The good wife, the show appears to preach, is the consummate failure.

Seven seasons added up to nothing.

Alicia has no friends.

Does that not bother anyone?

At one point, she had Kalinda (Archie Panjabi) but, between Margulies inability to get along with co-stars and the show runners loathing of Kalinda after their attempt to turn her into a woman turned on by her ex-husband beating her backfired, Kalinda was sent packing.

There's been no one since.

And let's not pretend Cush Jumbo's Lucca is anything but a minor token added due to viewers' constant criticism about just how White this show has been -- Chicago (the show's setting) may have produced the first US President of color but, outside of drug dealers and other criminals, it hasn't really produced any characters of note in shades other than White.

That's the really sad thing -- or maybe honest one about this show.

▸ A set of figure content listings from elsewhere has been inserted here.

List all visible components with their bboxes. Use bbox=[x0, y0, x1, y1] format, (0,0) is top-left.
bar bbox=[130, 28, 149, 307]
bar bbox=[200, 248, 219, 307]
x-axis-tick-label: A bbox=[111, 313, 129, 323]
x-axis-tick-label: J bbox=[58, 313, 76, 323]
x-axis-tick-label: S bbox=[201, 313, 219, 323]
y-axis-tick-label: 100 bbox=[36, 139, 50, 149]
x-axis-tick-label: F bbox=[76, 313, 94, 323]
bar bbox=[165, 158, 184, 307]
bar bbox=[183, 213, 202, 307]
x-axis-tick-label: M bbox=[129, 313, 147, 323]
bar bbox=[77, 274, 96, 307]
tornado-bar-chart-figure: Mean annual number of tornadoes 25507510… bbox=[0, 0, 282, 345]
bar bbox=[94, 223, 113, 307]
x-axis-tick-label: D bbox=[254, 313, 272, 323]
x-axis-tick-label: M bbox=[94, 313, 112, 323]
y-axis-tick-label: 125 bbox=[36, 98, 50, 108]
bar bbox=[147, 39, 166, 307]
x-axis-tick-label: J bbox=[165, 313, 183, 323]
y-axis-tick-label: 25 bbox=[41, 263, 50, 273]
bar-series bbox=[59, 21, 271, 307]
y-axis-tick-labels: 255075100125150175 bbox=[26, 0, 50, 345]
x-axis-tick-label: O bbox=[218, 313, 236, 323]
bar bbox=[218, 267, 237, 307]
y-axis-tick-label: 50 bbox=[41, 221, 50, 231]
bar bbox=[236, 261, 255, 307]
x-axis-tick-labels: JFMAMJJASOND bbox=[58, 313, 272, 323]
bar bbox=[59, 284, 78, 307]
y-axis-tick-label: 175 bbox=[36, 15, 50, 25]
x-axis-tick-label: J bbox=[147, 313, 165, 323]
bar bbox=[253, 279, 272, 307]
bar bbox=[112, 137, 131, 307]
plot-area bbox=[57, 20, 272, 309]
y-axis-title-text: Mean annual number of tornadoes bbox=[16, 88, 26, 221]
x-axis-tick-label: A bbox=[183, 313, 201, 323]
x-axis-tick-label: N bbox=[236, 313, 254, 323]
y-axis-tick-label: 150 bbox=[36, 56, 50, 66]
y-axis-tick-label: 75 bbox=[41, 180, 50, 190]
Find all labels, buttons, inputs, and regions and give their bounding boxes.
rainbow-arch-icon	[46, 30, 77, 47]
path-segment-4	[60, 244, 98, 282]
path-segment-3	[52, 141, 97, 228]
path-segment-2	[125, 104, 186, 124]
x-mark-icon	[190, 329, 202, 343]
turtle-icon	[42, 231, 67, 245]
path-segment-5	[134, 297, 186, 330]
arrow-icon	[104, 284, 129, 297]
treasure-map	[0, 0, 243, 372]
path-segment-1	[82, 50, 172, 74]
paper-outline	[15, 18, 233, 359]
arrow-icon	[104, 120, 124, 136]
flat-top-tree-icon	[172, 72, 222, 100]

It was created by preachy do gooders who think/thought they had all the answers but their stories, repeatedly told, were about White people who helped other White people and, every now and then, maybe a person of color.

For some unknown reason, they had a really hard time seeing people of color as attorneys capable of carrying storylines.

The closest they came to one was Wendy Scott-Carr (played by Anika Noni Rose) who was little more than a fictionalized Omarosa (the diva/villian of season one of THE APPRENTICE).

Seven seasons.

They could tackle racism as a storyline . . . via this minor character or that briefly appearing.


No one was supposed to ever notice or comment on that.


Or the somewhat weak stands for what was right became less and less as the show progressed.


There was the illegal spying, which the series came out on the right side of (against), but which the writing delivered Alicia from via blackmailing Senator Bill Nelson of Florida.


This season it's putting up the pretense that The Drone War is something to embrace.


It's not as bad as MADAM SECRETARY but few things ever are.

The show has been the biggest disappointment because it had so much promise.


Sunday saw Alicia explaining to her latest (White) lover that she and her husband had an arrangement -- they stayed together for the public relations and power but took to bed whom they wanted.


Alicia never seemed sadder.

By season seven, there's no one left to root for.

CBS' SCORPION is a hit not because of the plots but because you care for all the main characters.

On THE GOOD WIFE, there's no one left to root for.

The characters have become as tired as the repeating storylines -- and as dead end.